What Febuary offers up in this book is a whole lot of support. That support takes the form of:
inspiring personal stories
research-driven approaches to self-care and trauma-focused writing
gentle encouragement (including a mantra at the beginning of each chapter)
and plenty of guidance (the writing prompts are generative and clear, and will certainly get your pen moving across the page).
There are moments in the book where, if you haven’t been in therapy, you may feel thrown by some of the psychology jargon (attachment styles, inner child healing, trauma responses)—but don’t be put off by this. In every instance that the author describes the rationale behind her approach to story healing, she (a) footnotes her references if you’d like to dig further; and (b) perhaps more importantly, describes how these concepts have played out in her own life and writing. There is an autobiographical bent to the book that lays the foundation for all the guidance and writing prompts that follow.

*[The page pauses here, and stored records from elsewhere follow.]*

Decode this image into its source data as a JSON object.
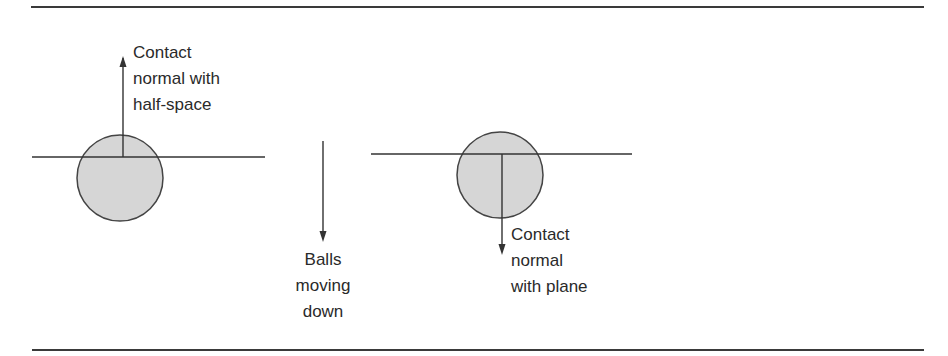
{
  "colors": {
    "line": "#333333",
    "ball_fill": "#d6d6d6",
    "ball_stroke": "#444444",
    "text": "#2a2a2a"
  },
  "rules": {
    "top": {
      "x1": 31,
      "x2": 924,
      "y": 7
    },
    "bottom": {
      "x1": 32,
      "x2": 924,
      "y": 350
    }
  },
  "left_scene": {
    "plane": {
      "x1": 32,
      "x2": 265,
      "y": 157
    },
    "ball": {
      "cx": 120,
      "cy": 178,
      "r": 43
    },
    "normal_arrow": {
      "x": 123,
      "y_start": 157,
      "y_tip": 57,
      "direction": "up"
    },
    "label": {
      "lines": [
        "Contact",
        "normal with",
        "half-space"
      ],
      "x": 133,
      "y": 40
    }
  },
  "middle": {
    "motion_arrow": {
      "x": 323,
      "y_start": 141,
      "y_tip": 241,
      "direction": "down"
    },
    "label": {
      "lines": [
        "Balls",
        "moving",
        "down"
      ],
      "x": 323,
      "y": 247
    }
  },
  "right_scene": {
    "plane": {
      "x1": 371,
      "x2": 632,
      "y": 154
    },
    "ball": {
      "cx": 500,
      "cy": 175,
      "r": 43
    },
    "normal_arrow": {
      "x": 502,
      "y_start": 154,
      "y_tip": 254,
      "direction": "down"
    },
    "label": {
      "lines": [
        "Contact",
        "normal",
        "with plane"
      ],
      "x": 511,
      "y": 222
    }
  }
}
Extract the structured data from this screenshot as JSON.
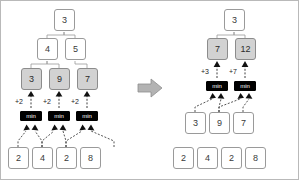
{
  "figure": {
    "transition_icon": "right-arrow-icon",
    "colors": {
      "node_fill": "#ffffff",
      "node_shaded_fill": "#d2d2d2",
      "node_border": "#9a9a9a",
      "minbox_fill": "#000000",
      "minbox_text": "#ffffff",
      "arrow_fill": "#b3b3b3",
      "panel_border": "#b9b9b9",
      "text": "#3a3a3a"
    },
    "minbox_label": "min"
  },
  "left": {
    "name": "before-state",
    "rows": [
      {
        "name": "root-row",
        "nodes": [
          {
            "value": "3",
            "shaded": false
          }
        ]
      },
      {
        "name": "level-2-row",
        "nodes": [
          {
            "value": "4",
            "shaded": false
          },
          {
            "value": "5",
            "shaded": false
          }
        ]
      },
      {
        "name": "level-3-row",
        "nodes": [
          {
            "value": "3",
            "shaded": true
          },
          {
            "value": "9",
            "shaded": true
          },
          {
            "value": "7",
            "shaded": true
          }
        ]
      },
      {
        "name": "leaf-row",
        "nodes": [
          {
            "value": "2",
            "shaded": false
          },
          {
            "value": "4",
            "shaded": false
          },
          {
            "value": "2",
            "shaded": false
          },
          {
            "value": "8",
            "shaded": false
          }
        ]
      }
    ],
    "deltas": [
      "+2",
      "+2",
      "+2"
    ],
    "minboxes": [
      "min",
      "min",
      "min"
    ]
  },
  "right": {
    "name": "after-state",
    "rows": [
      {
        "name": "root-row",
        "nodes": [
          {
            "value": "3",
            "shaded": false
          }
        ]
      },
      {
        "name": "level-2-row",
        "nodes": [
          {
            "value": "7",
            "shaded": true
          },
          {
            "value": "12",
            "shaded": true
          }
        ]
      },
      {
        "name": "level-3-row",
        "nodes": [
          {
            "value": "3",
            "shaded": false
          },
          {
            "value": "9",
            "shaded": false
          },
          {
            "value": "7",
            "shaded": false
          }
        ]
      },
      {
        "name": "leaf-row",
        "nodes": [
          {
            "value": "2",
            "shaded": false
          },
          {
            "value": "4",
            "shaded": false
          },
          {
            "value": "2",
            "shaded": false
          },
          {
            "value": "8",
            "shaded": false
          }
        ]
      }
    ],
    "deltas": [
      "+3",
      "+7"
    ],
    "minboxes": [
      "min",
      "min"
    ]
  }
}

Are you ready to write about your trauma?
Febuary is deeply knowledgable about writing about trauma. She has journaled since her youth and braved the page quite literally when she began putting words to her shame around a childhood diagnosis of scleroderma, and later to abuse she suffered as a girl and sexual violence as an adult. She earned her master’s degree at a school that specialized in narrative-focused trauma care, and she “researched the body as storyteller, learning how it becomes the gatekeeper for the stories too tender to address until we are emotionally available for them.”
Brave the Page, I hope, will help you know when you are emotionally available for your own hard stories, as well as how to support yourself and heal while doing so. It will teach you how to be a “compassionate witness to your life” and to feel safe while doing the tender work of probing your memories.

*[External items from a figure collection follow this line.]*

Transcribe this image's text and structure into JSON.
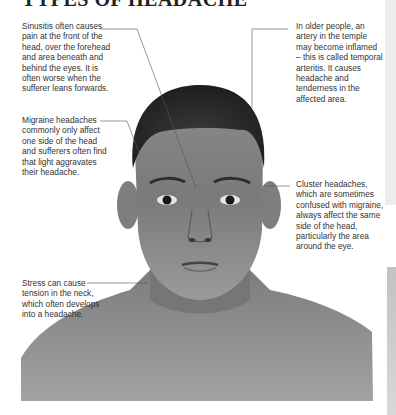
{
  "page": {
    "title": "TYPES OF HEADACHE"
  },
  "figure": {
    "image_description": "Photograph of a man's head and shoulders, front view, in grayscale"
  },
  "captions": {
    "sinusitis": "Sinusitis often causes pain at the front of the head, over the forehead and area beneath and behind the eyes. It is often worse when the sufferer leans forwards.",
    "temporal_arteritis": "In older people, an artery in the temple may become inflamed – this is called temporal arteritis. It causes headache and tenderness in the affected area.",
    "migraine": "Migraine headaches commonly only affect one side of the head and sufferers often find that light aggravates their headache.",
    "cluster": "Cluster headaches, which are sometimes confused with migraine, always affect the same side of the head, particularly the area around the eye.",
    "stress": "Stress can cause tension in the neck, which often develops into a headache."
  }
}
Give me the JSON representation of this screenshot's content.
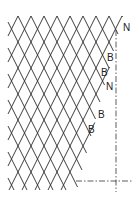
{
  "diagram": {
    "type": "diamond mesh / netting pattern",
    "colors": {
      "line": "#2a2a2a",
      "background": "#ffffff"
    },
    "labels": [
      {
        "text": "N",
        "x": 123,
        "y": 31
      },
      {
        "text": "B",
        "x": 107,
        "y": 61
      },
      {
        "text": "B",
        "x": 101,
        "y": 76
      },
      {
        "text": "N",
        "x": 106,
        "y": 90
      },
      {
        "text": "B",
        "x": 98,
        "y": 118
      },
      {
        "text": "B",
        "x": 88,
        "y": 133
      }
    ],
    "centerlines": [
      {
        "orientation": "vertical",
        "x": 116,
        "y1": 30,
        "y2": 192
      },
      {
        "orientation": "horizontal",
        "y": 181,
        "x1": 76,
        "x2": 132
      }
    ]
  }
}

Do you feel like you need permission to write about your challenges? Permission to put words to your feelings of shame? Permission to claim your story as your own? Permission to go slow—to unbury memories that have been long hidden, but at your own pace? You’ll find all that permission and more here.
Your story is not finished. It is ever-evolving, and writing about it, Febuary describes, is a “spiritual progression.”
And you must keep at it, even when it feels hard. “This work of using our voices,” she writes, “is a muscle we must train, and it becomes stronger each time we do it.”
Megan Febuary and I are in agreement: Writing through your trauma will be hard—but it will also be transformational. I recommend picking up a copy of her book to be your companion on your personal story healing journey. And she hopes that your copy will be well-loved and visibly used: “May [it] be dog-eared and highlighted, may its pages be torn out and posted as reminders, and may its edges be filled with your own brave reflections.” Mine is.
So, go forth and find your voice…and be gentle with yourself on the way ❤️
P.S. If something about this post stirred you, but you don’t feel quite ready to “brave the page,” I implore you to buy the book anyway. In my opinion, YOU are exactly who this book is for. Let it sit on your bedside table for a year if you must. Once you dip into it, those stirrings will become stronger, and so will your resolve to give voice to your memories and to put pen to paper. Let Megan Febuary plant the seeds; you will sow them when you are ready.
Note: This is an unsolicited review of a book I purchased at full price. I did not receive any compensation or free products in exchange, and any endorsements within this post are my own.